For those with better things to do than re-watch Back to the Future over the bank holiday weekend, the film’s time-travelling DeLorean works because of an entirely fictional piece of technology called a flux capacitor.

We say fictional, but a group of scientists has now proposed a device that uses the quantum tunneling of magnetic flux, around a capacitor, to break time-reversal symmetry. One of the proposed circuits is even modeled on the three-pronged design of the flux capacitor in the 1985 film.
Technically, the research published this week in Physical Review Letters can be called a flux capacitor but don’t expect it to enable time travel. The research could instead be used to create a new generation of electronic circulators – devices that control the direction of movement for microwave signals.
The work is the result of collaboration between the Australian Centre for Engineered Quantum Systems (EQUS) and the Australian Centre for Future Low-Energy Electronics Technologies (FLEET).
“We propose two different possible circuits, one of which resembles the iconic three-pointed-star design of the cinematic flux capacitor,” said FLEET associate investigator professor Jared Cole.
“In it, quantum ‘tubes’ of magnetic flux can move around a central capacitor by a process known as quantum tunneling, where they overcome classically insurmountable obstacles.”
(Credit: FLEET)
The effect of the circuit’s magnetic fields and electrical charges allow it to break what the physicists call time-reversal symmetry. “Unfortunately this effect does not allow us to actually travel back in time,” noted professor Tom Stace, from the University of Queensland. “Instead, it means that signals circulate around the circuit in only one direction, much like cars on a roundabout.”
It might not be powering a time machine anytime soon, but the new circulator has the potential to be an important part of future technologies, such as for precisely directing signals within quantum computers. In the shorter term, the technology could find itself being used to improve Wi-Fi signals and boost mobile antennas. So it might not make Back to the Future a reality, but it could make it easier for you to stream Back to the Future on the internet. O Brave New World.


Requirement: The lines to copy are those with "image" in them. Pull each one from the entries below.

════

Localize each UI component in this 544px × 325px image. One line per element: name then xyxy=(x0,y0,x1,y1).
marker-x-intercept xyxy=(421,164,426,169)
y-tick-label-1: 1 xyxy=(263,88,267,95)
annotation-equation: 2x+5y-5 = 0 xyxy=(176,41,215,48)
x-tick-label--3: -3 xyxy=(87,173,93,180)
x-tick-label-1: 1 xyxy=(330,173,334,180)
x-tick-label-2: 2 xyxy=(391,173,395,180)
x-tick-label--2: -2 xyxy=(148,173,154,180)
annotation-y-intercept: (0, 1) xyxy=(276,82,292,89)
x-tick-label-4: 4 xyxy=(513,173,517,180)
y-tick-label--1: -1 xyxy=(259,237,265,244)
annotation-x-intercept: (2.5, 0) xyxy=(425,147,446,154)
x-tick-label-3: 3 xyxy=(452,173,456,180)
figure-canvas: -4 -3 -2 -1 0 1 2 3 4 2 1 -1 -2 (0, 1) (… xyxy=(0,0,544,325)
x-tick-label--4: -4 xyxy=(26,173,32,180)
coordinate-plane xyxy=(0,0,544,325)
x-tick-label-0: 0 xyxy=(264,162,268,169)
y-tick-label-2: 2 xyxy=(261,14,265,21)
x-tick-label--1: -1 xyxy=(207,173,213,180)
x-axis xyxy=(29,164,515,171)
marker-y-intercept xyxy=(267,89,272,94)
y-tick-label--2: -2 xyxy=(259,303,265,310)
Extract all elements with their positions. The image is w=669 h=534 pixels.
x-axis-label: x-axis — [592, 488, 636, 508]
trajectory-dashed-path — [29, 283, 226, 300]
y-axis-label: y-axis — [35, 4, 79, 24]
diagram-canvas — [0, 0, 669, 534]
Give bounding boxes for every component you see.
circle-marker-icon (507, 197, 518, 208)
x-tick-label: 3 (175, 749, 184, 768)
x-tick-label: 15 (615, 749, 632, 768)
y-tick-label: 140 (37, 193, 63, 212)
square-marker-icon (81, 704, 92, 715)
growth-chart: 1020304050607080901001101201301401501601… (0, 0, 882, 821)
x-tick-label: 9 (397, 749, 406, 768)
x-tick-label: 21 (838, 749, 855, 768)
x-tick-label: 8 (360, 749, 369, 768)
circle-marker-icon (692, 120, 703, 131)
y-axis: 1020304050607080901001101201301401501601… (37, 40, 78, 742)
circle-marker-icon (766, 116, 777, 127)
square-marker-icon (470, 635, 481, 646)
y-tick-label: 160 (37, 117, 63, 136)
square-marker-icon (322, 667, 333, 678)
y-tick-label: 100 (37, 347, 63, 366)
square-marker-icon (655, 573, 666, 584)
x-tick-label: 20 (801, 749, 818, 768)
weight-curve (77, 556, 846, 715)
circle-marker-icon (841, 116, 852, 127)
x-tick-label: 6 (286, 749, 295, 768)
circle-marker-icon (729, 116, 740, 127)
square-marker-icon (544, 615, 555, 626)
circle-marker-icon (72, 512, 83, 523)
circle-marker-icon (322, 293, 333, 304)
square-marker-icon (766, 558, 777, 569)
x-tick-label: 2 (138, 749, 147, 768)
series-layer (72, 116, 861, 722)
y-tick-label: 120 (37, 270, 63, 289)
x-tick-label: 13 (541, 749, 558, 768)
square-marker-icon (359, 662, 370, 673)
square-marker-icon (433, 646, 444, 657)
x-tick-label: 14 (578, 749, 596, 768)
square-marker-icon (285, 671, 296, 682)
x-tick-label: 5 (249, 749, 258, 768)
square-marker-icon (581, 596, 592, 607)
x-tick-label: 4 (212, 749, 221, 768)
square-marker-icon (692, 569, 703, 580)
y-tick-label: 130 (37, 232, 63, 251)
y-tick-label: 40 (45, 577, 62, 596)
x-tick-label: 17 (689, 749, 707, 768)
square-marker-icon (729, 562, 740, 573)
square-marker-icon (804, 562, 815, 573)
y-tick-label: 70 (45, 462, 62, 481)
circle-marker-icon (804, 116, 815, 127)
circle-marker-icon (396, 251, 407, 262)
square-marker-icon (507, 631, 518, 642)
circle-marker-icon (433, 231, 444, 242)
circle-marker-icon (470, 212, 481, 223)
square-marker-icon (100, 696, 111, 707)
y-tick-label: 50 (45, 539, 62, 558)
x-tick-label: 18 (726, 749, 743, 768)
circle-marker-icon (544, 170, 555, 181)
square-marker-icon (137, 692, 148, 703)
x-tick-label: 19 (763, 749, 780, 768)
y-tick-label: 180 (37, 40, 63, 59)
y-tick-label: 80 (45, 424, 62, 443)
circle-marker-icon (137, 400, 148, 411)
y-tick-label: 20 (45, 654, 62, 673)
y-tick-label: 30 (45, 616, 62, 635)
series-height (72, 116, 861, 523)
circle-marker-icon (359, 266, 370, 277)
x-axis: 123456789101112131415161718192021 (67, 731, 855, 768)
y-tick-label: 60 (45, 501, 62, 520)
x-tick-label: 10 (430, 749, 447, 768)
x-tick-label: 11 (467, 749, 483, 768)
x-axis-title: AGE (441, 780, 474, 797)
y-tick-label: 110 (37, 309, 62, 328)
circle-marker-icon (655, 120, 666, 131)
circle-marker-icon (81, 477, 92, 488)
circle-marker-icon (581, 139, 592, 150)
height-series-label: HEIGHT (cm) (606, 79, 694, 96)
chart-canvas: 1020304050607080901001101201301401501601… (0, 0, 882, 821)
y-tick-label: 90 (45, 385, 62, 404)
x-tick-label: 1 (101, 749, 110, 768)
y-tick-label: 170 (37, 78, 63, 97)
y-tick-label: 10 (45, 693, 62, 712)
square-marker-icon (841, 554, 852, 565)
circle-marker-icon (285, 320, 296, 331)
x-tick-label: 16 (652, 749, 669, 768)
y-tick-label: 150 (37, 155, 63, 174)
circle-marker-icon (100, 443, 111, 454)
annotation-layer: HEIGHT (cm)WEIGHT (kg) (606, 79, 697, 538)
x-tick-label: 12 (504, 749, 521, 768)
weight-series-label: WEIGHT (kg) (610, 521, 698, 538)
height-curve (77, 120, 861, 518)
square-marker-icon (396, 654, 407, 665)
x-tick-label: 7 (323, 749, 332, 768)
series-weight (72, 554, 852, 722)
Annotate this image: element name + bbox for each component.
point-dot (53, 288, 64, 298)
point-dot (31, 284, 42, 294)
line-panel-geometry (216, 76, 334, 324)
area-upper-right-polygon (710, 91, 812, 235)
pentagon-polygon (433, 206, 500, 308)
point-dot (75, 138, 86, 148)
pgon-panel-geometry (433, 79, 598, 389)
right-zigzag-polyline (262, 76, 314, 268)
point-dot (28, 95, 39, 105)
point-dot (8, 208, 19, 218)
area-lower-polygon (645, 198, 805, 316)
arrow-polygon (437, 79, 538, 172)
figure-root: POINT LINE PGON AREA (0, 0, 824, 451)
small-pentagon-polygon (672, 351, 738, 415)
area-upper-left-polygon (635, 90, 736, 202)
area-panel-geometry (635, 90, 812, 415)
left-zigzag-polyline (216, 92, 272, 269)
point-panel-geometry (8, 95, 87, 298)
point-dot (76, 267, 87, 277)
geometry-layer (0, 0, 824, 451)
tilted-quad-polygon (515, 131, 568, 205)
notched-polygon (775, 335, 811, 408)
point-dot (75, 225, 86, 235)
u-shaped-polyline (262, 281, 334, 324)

════

Result for this exercise:
Localize each UI component in this 544px × 325px image. One line per element: name then xyxy=(x0,y0,x1,y1).
Extract all elements with their positions. The image is w=669 h=534 pixels.
Annotate this image: element name + bbox for each component.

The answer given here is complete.